SaaS Application developers build applications on top of large scale data-tiers consisting of multiple databases. A common application pattern is to provision a single database for each customer. But different customers often have varying and unpredictable usage patterns, and it's difficult to predict the resource requirements of each individual database user. In this case we use elastic pool azure SQL database. Elastic pools solve this problem by ensuring that databases get the performance resources they need when they need it.

The price of a pool is a function of the pool eDTUs (elastic Database Transaction Units). While the eDTU unit price for a pool is 1.5x greater than the DTU (Database Transaction Units) unit price for a single database, pool eDTUs can be shared by many databases and fewer total eDTUs are needed.

In above example you can see. The aggregate DTU utilization across all 20 databases is illustrated by the black line in the preceding figure. This shows that the aggregate DTU utilization never exceeds 100 DTUs, and indicates that the 20 databases can share 100 eDTUs over this time period. This results in a 20x reduction in DTUs and a 13x price reduction compared to placing each of the databases in S3 compute sizes for single databases.

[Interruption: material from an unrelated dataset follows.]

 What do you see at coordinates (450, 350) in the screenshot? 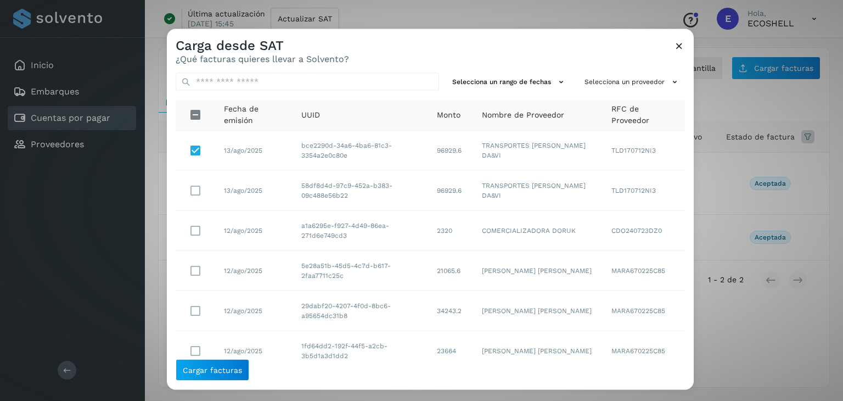
I see `td: 23664` at bounding box center [450, 350].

This example is ideal for the following reasons

1.       There are large differences between peak utilization and average utilization per database.

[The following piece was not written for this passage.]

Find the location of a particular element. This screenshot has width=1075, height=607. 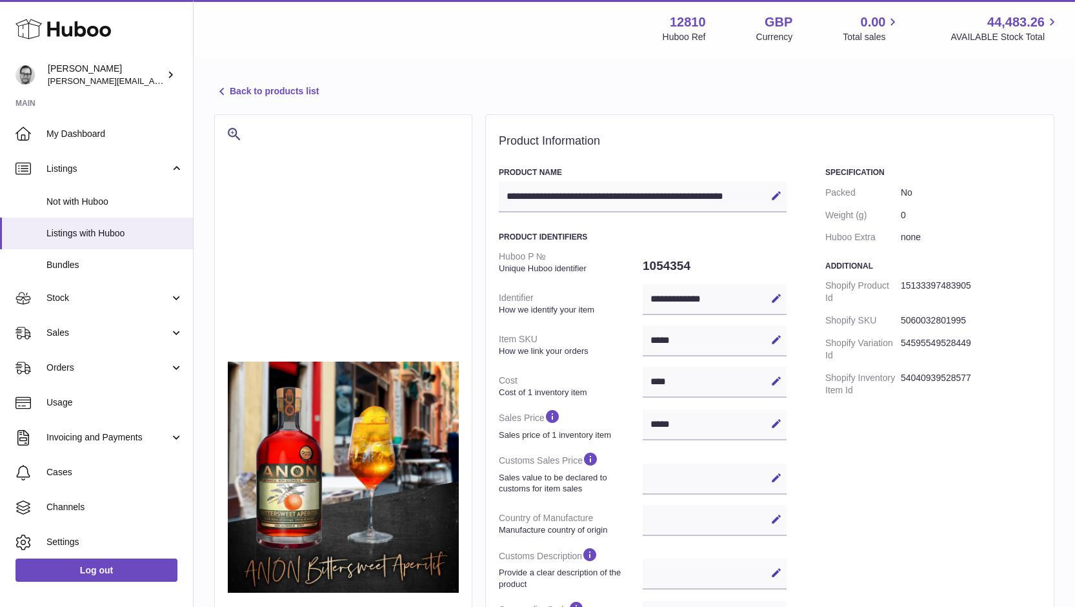

h2: Product Information is located at coordinates (770, 141).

2.       The peak utilization for each database occurs at different points in time.

3.       eDTUs are shared between many databases.

There is no per-database charge for elastic pools. You are billed for each hour a pool exists at the highest eDTU or vCores, regardless of usage or whether the pool was active for less than an hour.

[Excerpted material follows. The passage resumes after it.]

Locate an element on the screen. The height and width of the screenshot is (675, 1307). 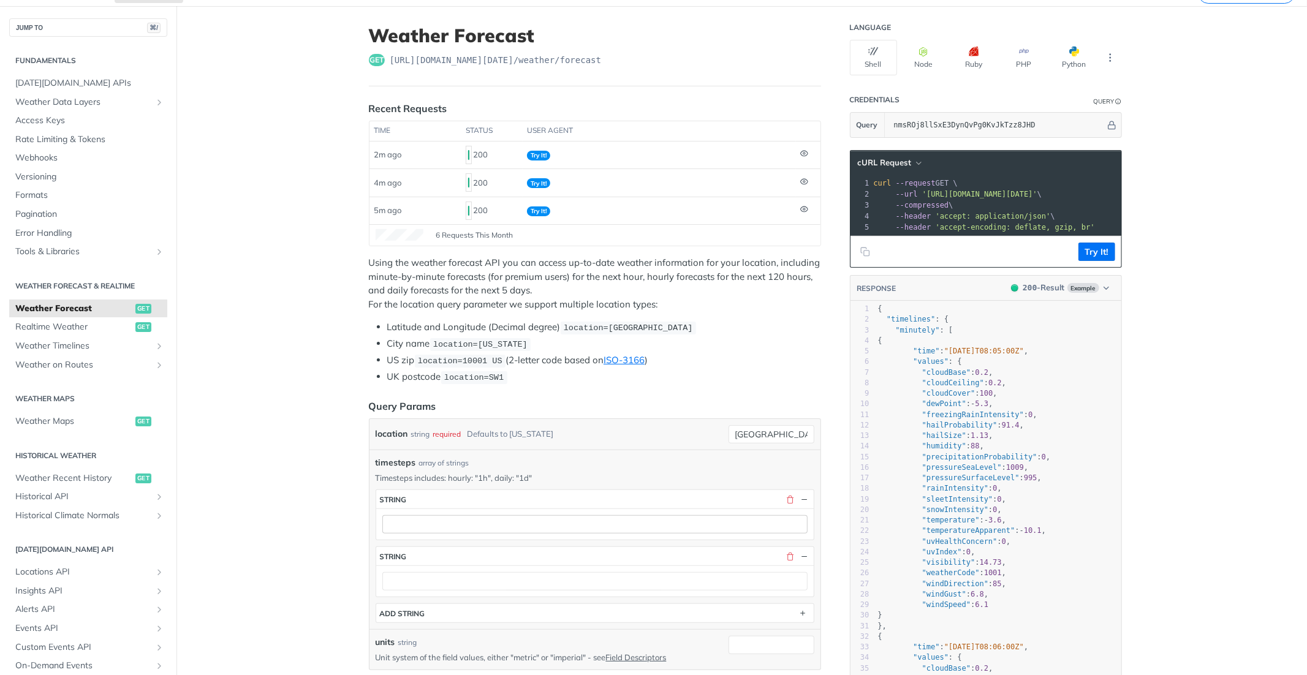
span: Formats is located at coordinates (89, 195).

It has two purchasing model

1.       vCore

2.       DTU

vCore

A vCore-based purchase model is best if you are looking for flexibility, control and transparency of individual resource consumption. This model allows you to scale compute, memory, and storage based upon your workload needs and provides a straightforward way to translate on-premises workload requirements to the cloud.

DTU

In DTU-based SQL purchase models, a fixed set of resources is assigned to the database or elastic pool via performance tiers: Basic, Standard, and Premium. DTU represents a mixture of the following performance unit for Azure SQL Database.

1.       Memory

2.       CPU

3.       Reads and writes

For information regarding purchasing model you can visit below URL

https://azure.microsoft.com/en-us/pricing/details/sql-database/elastic/

Single Database

The single database resource type creates a database in Azure SQL Database with its own set of resources. Each database is isolated from each other and portable. A single database can be moved into or out of an elastic pool for resource sharing

It has two purchasing model

1.       vCore

2.       DTU

We have already discussed these purchasing models and service tier.  


In this database 2 types of compute tier if you choose service tier General purpose

1.       Provisioned

2.       Serverless 

Provisioned

In general, provisioning means "providing" or making something available quickly. The SQL Database provisioned compute tier provides a fixed amount of compute resource for a fixed price billed hourly. It optimizes price-performance for single databases and elastic pools with more regular usage that cannot afford any delay in compute warm-up after idle usage periods.

Serverless

new compute tier made for single databases. This new model automatically scales the compute based on the actual workload per second. This means that you only have to pay for the compute resources (memory & vCores) you use. Furthermore, serverless has an auto pause function. It will pause your database when it remains inactive for a period of minimum 1 hour. For a paused database, only the storage is charged.

The serverless compute tier provides compute auto-scaling and bills per second for compute used.

Comparison between both the compute tiers

All this all about Azure SQL database purchase models, service tiers and compute tiers. You have to choose the tiers very carefully based on requirement and their budget. Choosing right tiers, you can minimize the database cost with high performance.